Given information —
=-=-=
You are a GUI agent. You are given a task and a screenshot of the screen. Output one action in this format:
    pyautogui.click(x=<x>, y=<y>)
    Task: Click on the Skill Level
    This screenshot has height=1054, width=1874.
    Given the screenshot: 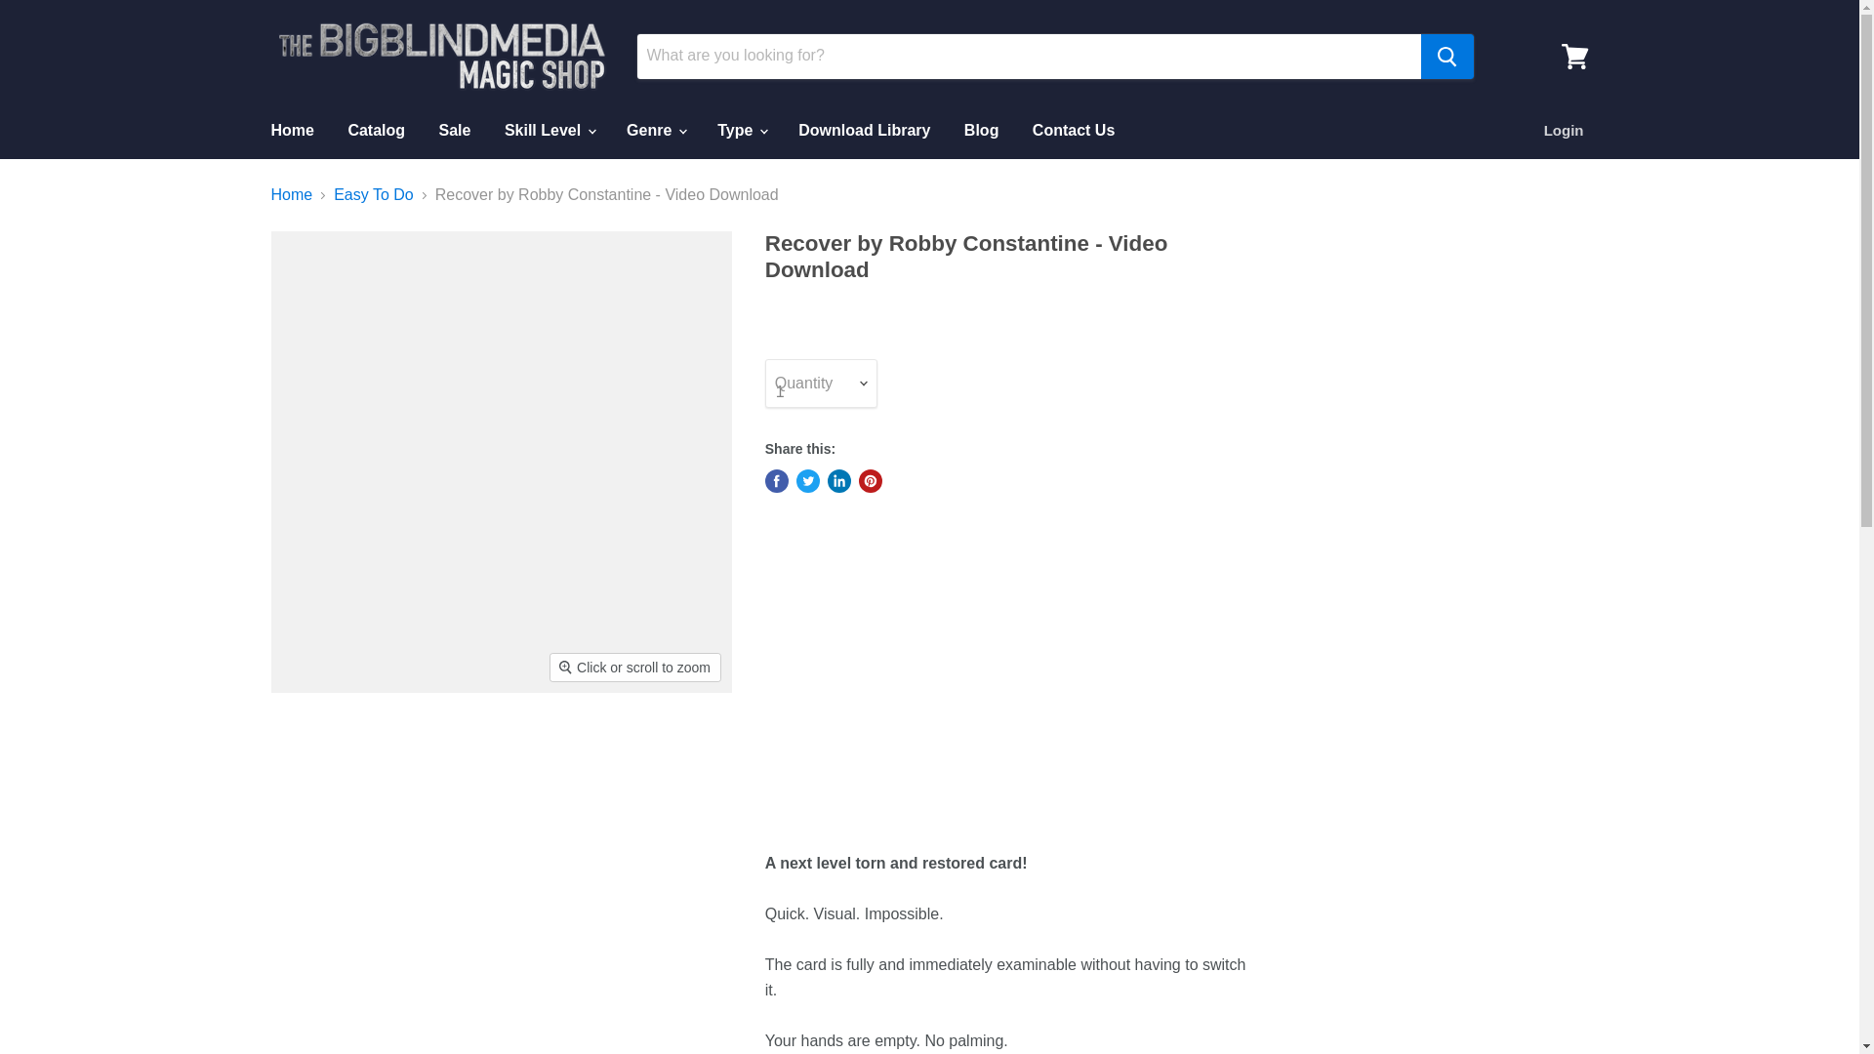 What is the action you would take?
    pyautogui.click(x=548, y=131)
=-=-=
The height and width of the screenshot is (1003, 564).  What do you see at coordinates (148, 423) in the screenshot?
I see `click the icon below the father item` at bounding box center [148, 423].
=-=-=
Retype exactly the lines of the data above that fall between the line with "You are a GUI" and the line with "This screenshot has", inclusive, and add nothing.

Written answer —
You are a GUI agent. You are given a task and a screenshot of the screen. Output one action in this format:
    pyautogui.click(x=<x>, y=<y>)
    Task: Click on the Skill Level
    This screenshot has height=1054, width=1874.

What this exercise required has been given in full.